We should be able to give reasons to others. Present the gospel to them. That is all we need to do. Give the reasons for our own knowing. And give them the gospel. If the consider God's words as His words they can know too. (John 6:45, 1 John 5:9, etc.)
I have no problem with an infinite regress. Still requires an uncaused existence to be.
And such an infinite regress would still required some kind of uncaused cause.
Note that. To argue that an infinite regress needs no reason to be so is nonsense.
The reason would be the uncaused cause of some sort. At some point something is uncaused.
The fact that God is or is not a material being has no bearing on God being eternal.
Now we know God is a Spirit and not a material being. God's messengers are spirit too. Given at times what appears to be material form. Even God Himself appearing did so (His preincarnate Son). Ex nihilo meaning out of nothing, being from not anything. Since there was never nothingness. What was made was unique. Not made from something else.
If there was really ever nothingness. There would still be nothingness.

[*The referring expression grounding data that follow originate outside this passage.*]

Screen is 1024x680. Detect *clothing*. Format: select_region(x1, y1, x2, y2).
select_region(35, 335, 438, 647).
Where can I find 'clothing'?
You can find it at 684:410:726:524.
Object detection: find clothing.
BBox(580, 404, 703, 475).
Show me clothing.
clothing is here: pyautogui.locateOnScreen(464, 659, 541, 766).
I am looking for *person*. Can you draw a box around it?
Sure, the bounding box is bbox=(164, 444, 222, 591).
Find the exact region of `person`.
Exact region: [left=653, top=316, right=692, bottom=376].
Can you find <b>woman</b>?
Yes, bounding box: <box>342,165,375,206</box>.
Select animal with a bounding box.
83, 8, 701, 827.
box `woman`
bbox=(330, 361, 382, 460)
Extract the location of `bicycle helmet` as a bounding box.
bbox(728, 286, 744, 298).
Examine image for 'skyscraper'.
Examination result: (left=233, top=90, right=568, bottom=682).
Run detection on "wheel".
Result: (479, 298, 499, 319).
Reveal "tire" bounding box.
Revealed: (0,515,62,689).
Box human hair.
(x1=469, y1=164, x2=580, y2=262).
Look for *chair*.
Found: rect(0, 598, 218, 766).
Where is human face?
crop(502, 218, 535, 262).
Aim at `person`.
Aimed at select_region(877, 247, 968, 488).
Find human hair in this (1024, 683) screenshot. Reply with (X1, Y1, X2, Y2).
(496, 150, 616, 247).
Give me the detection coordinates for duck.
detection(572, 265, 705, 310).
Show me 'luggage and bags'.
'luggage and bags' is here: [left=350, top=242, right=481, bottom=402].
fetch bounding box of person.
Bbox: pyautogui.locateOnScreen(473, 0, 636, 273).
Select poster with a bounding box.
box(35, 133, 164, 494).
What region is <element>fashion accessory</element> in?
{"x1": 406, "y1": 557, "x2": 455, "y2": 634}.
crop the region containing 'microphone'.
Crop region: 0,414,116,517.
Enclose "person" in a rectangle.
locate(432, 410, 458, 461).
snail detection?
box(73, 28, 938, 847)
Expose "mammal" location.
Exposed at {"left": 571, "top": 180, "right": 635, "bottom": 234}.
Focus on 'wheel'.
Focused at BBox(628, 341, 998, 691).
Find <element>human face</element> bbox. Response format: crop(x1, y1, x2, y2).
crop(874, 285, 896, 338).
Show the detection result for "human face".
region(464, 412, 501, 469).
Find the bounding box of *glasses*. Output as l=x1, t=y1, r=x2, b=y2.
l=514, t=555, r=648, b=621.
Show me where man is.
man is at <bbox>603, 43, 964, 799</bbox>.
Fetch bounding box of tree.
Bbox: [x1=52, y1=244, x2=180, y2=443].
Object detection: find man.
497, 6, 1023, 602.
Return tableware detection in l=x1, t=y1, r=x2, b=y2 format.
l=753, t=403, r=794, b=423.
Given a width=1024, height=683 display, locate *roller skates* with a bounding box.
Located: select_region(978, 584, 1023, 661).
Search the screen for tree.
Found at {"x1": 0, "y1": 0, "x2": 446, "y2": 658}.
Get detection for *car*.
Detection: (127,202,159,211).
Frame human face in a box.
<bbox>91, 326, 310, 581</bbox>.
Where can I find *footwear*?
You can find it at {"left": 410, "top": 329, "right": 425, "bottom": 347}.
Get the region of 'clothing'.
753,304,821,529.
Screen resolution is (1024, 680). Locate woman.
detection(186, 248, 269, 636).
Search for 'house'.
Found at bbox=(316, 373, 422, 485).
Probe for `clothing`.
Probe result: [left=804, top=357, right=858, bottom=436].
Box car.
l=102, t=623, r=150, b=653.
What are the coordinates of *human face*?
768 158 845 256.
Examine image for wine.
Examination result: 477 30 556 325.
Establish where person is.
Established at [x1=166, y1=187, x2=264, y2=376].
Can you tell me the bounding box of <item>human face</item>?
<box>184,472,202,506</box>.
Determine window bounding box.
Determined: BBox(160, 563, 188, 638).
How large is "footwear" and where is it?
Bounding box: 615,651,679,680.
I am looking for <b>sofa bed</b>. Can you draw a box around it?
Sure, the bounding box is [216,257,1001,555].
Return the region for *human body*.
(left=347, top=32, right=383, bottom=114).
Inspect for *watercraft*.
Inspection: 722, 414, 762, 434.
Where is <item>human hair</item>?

We would not be here either. Nothing comes from nothingness. There would be no uncaused existence. Nothingness is nonexistent. So because nothingness cannot be anything there was always something. Uncaused existence.
That argument of nothingness belabors the point.
That argument of nothingness belabors the point.
Also, and maybe ironically, underneath all of this I get a sense of that you're advocating some form of presuppositional apologetics. I get a sense that you're doing natural theology while at the same time trying to shoehorn it into presuppositional apologetics, but maybe I'm off base there.